With "Robot Chicken," especially, the humor is as off-the-wall and downright surreal as anything currently available on cable. The show's distinctively inexpensive-looking, stop-action vignettes might feature a Darth Vader action figure explaining aura-enhancing "midi-chlorians" to a bewildered Luke Skywalker; Charlie Brown hunted down by a homicidal Great Pumpkin; deleted "Dukes of Hazzard" love scenes between Boss Hogg and Uncle Jessie and other nightmarishly funny scenarios that will have you wondering how something so wrong can feel so right.

"The sky's the limit," says Green, best known for performances in the "Austin Powers" movies and a three-year "Buffy the Vampire Slayer" stint. "It is just amazing. We have three different clearance houses that approve each of the jokes before we get a final script or send it to be animated. We have a lot of things [where] we have to clarify the parody, or you're not allowed to use a property or a toy."

Once that legal hurdle is cleared, Green and co-creator Matthew Senreich can let their demented imaginations run wild as part of the hugely popular cartoon block targeting 18-34-year-old men that the network designates as "Adult Swim."

"Ultimately, they defer to the creators," Green says of the network and the freedom it has allowed him and Senreich to portray, for example, a Transformer getting a rectal exam. "They give you the opportunity to fall on your face."

Admitting that he balances a tough schedule between his TV and film duties, Green loves to place his scattered mind, as well as his Rolodex, at his new show's disposal. "Dude, we're not [mess]ing around," he says of guest voices that have included Sarah Michelle Gellar, Topher Grace and Scarlett Johansson. "I've made a bunch of phone calls to people I know, but you have to give somebody something that's worth their time. That's the fun of offering something like this to big celebrities -- they get to come into a booth and be really silly."

Getting paid to be silly is mighty fine work if you can get it, but Green wants his fans to know he plans to keep his face on the big screen, as well.

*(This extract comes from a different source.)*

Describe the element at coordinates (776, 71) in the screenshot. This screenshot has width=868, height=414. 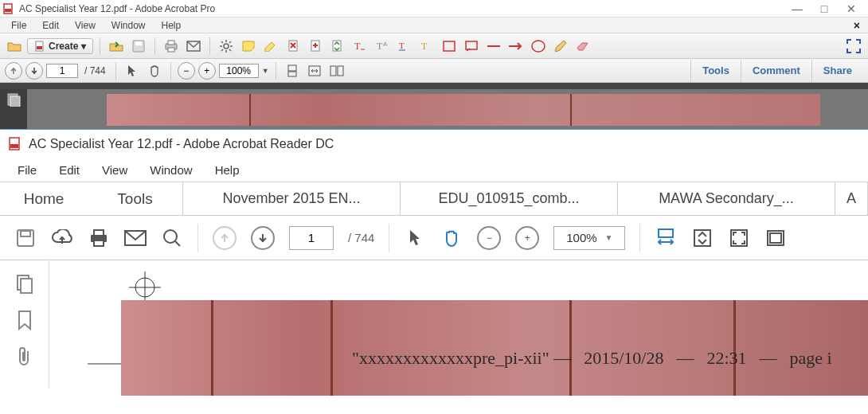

"He made one movie during the course of this production," says Seinrich of the show's early episodes. "I think we broke him by doing that, because he would work on the movie from nine-to-five in Budapest, and then from five-to-three in the morning he'd be working on our show."

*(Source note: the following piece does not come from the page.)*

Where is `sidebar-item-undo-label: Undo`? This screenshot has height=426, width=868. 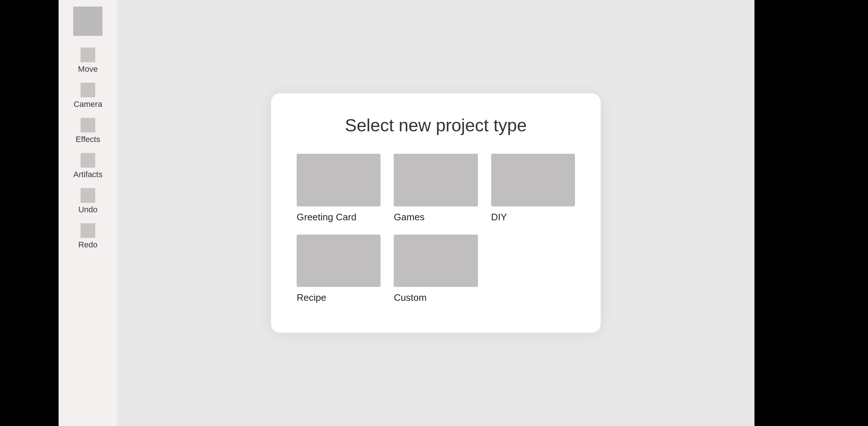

"Which was the dumbest thing I've ever done, ever," Green admits, laughing with his friend. "I like how you say nine-to-five like that was my schedule. I'd get up at four in the morning and I'd work until about six or seven at night. Then I'd get back to my hotel and be nine hours ahead of the L.A. office, so I could use the Internet or phones to do my work on the show. I'd work an additional eight to ten hours, and then go to bed for six hours, and get up and work again."

The film, about a guy (Green) who helps his best friend woo the woman of his dreams, is currently aiming for a 2006 release. "It's called 'The Best Man,'" says Green. "It's a romantic comedy with Stuart Townsend and Amy Smart. I'm the troublemaker. They have U.K. distribution right now, and I think they're working on the U.S."

In addition to "The Best Man," Green represents an epicenter of Internet myth-making due to the beloved franchises he's supposedly furthering. There's the "Italian Job" sequel ("There's no script. It's not real. Nothing's going on."), the "Family Guy" movie ("There's not really a movie as much as there's a three-part episode that we're talking about making into a feature."), and of course, a fourth Austin Powers film ("There's no script. Mike Myers is M.I.A. I haven't talked to Mike Myers in over a year. To the best of my knowledge, there's nothing legitimate or official going on, so the rumors you hear are probably just that.").

Green knows that the rumors will likely be hounding him for years to come.

"I'm sure I'll be answering Austin Powers questions until I'm ninety," he laughs. "There are worse things to be associated with."